Every file is free, unrestricted and permanent. Generate a comprehensive spoken Spanish library from your German source materials over multiple sessions at zero cost. German companies with operations in Spain and Latin America use these audio files for employee onboarding materials, customer service scripts and product demonstration recordings, complementing their professional translation workflows with quick audio generation for internal and informal purposes.
Standard written German (Hochdeutsch) with proper capitalization, umlauts and compound noun formation produces the best Spanish output. Swiss German, Austrian dialectal forms, heavy bureaucratic Amtsdeutsch and texts mixing German with English may generate less natural results. For long documents, translate section by section.
German compound nouns are split into Spanish equivalents automatically. Modal verb constructions are mapped onto the Spanish equivalents. The Konjunktiv II is translated using the Spanish subjunctive where appropriate. Formal Sie and informal du are mapped onto usted and tu respectively. The output reads as polished, idiomatic Spanish.
For legal contracts, patent filings, certified translations, pharmaceutical submissions, technical manuals, marketing campaigns for specific Spanish-speaking markets, literary translation or EU regulatory documents, work with a professional German-Spanish translator. The stakes in German-Spanish business translation are often high, and the regional variation of Spanish (Peninsular vs. Latin American) matters for market-specific communication.
This translator is built for everyday communication, research, study, travel and business drafting. A certified professional handles everything that requires legal standing, industry-specific expertise or publication-ready quality.
Every character you enter is processed, translated and permanently erased. We maintain no logs, build no profiles and set no cookies. The tool is architecturally incapable of remembering your input.
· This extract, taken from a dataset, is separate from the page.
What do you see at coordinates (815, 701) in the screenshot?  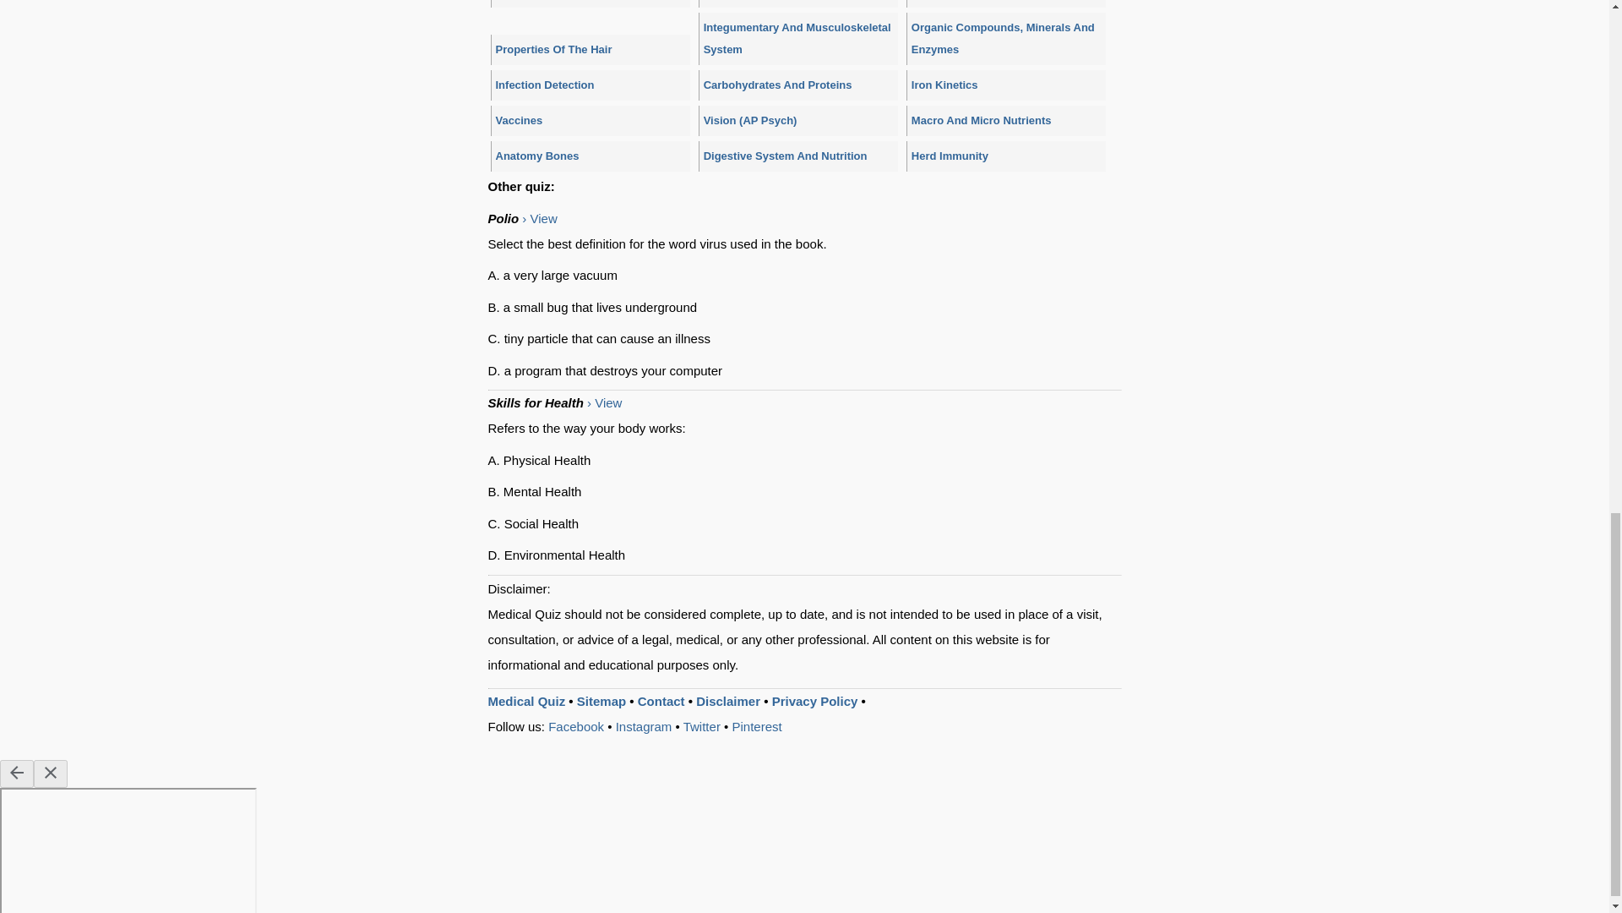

Your German text and the resulting Spanish translation exist only during the processing moment. Once the result appears on your screen, nothing remains on our side. Use the tool as often as you need with that assurance. This applies equally whether you are translating a short email or working through a multi-page technical document over the course of an afternoon.
German is the most widely spoken first language in Europe, centered in Germany, Austria and Switzerland, while Spanish reaches across Spain and Latin America. People translate German to Spanish for work, study and travel, and businesses moving between the two regions rely on it often.
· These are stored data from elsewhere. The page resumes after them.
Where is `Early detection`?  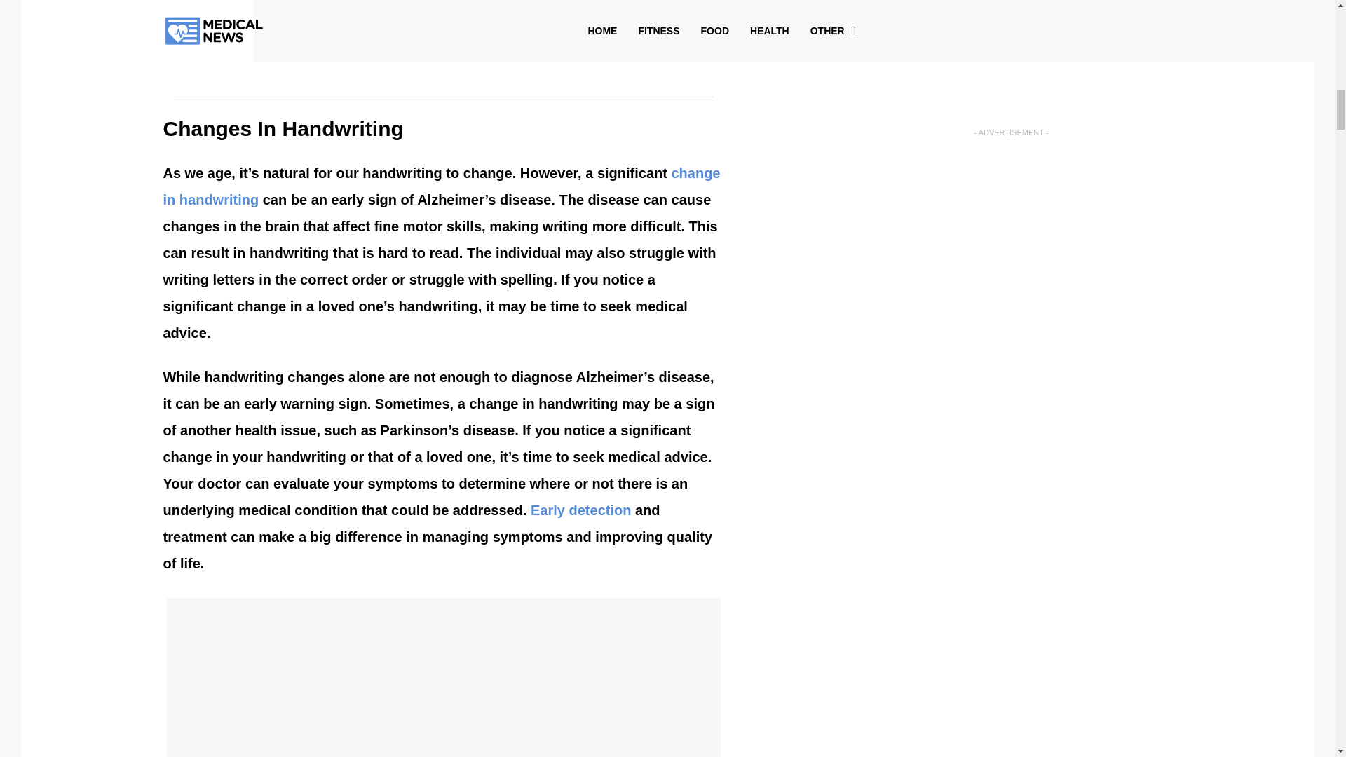 Early detection is located at coordinates (580, 510).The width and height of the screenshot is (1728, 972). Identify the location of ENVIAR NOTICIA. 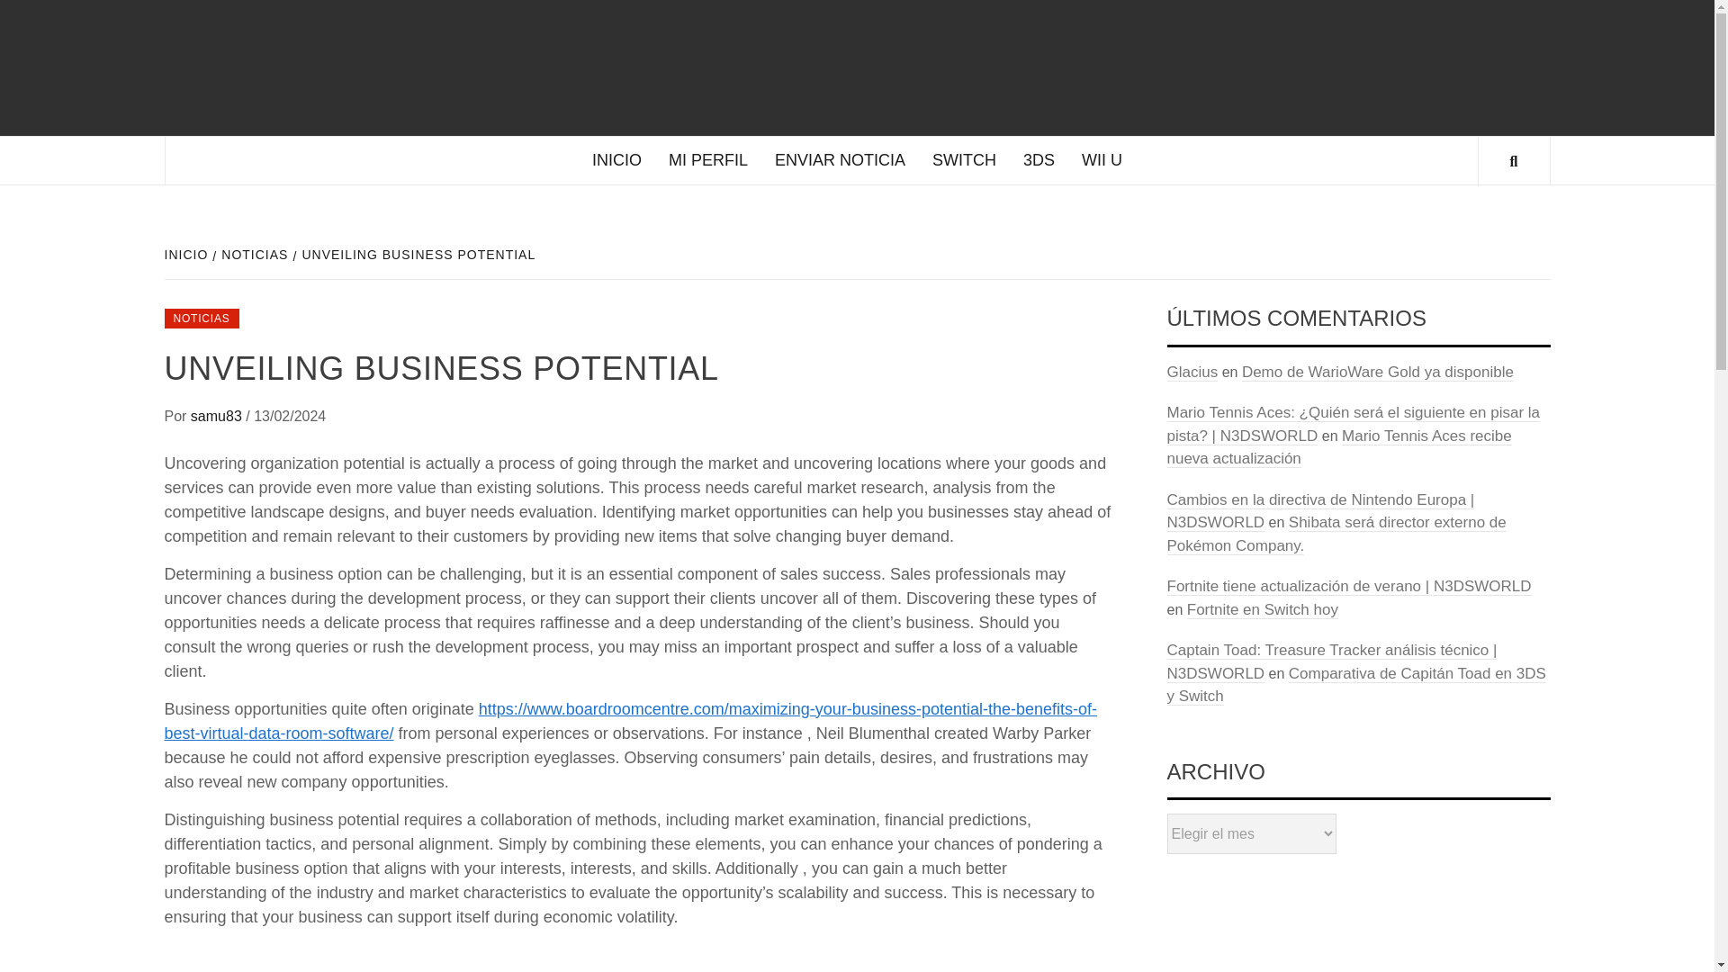
(841, 160).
These two come from different branches, German from the Germanic side and Spanish from the Romance side, so they do not share the close ties that Spanish and Italian have. German stacks words into long compounds, capitalizes every noun and pushes the verb to the end of longer sentences, while Spanish keeps a steadier word order. A German sentence often needs reshaping to read naturally in Spanish.
| English | German | Spanish |
|---|---|---|
| Hello | Hallo | Hola |
| Thank you | Danke | Gracias |
| Please | Bitte | Por favor |
| Yes / No | Ja / Nein | SΓ / No |
| Goodbye | Auf Wiedersehen | AdiΓ³s |
A single German compound can become several Spanish words, so expect the length to shift. Keep sentences short, since German word order can place the verb far from the subject. Capitalized German nouns are normal and do not carry into Spanish.
Yes. This German to Spanish translator is free with no limit on how many translations you make and no sign-up.
Yes. After the translation is read aloud, use the download button to save the Spanish audio as an MP3 file you can keep.
No. You can translate German into Spanish right away, with no registration, no login and no email.
No. Your text is processed, returned to your screen and then discarded. It is not saved, shared or used to build a profile.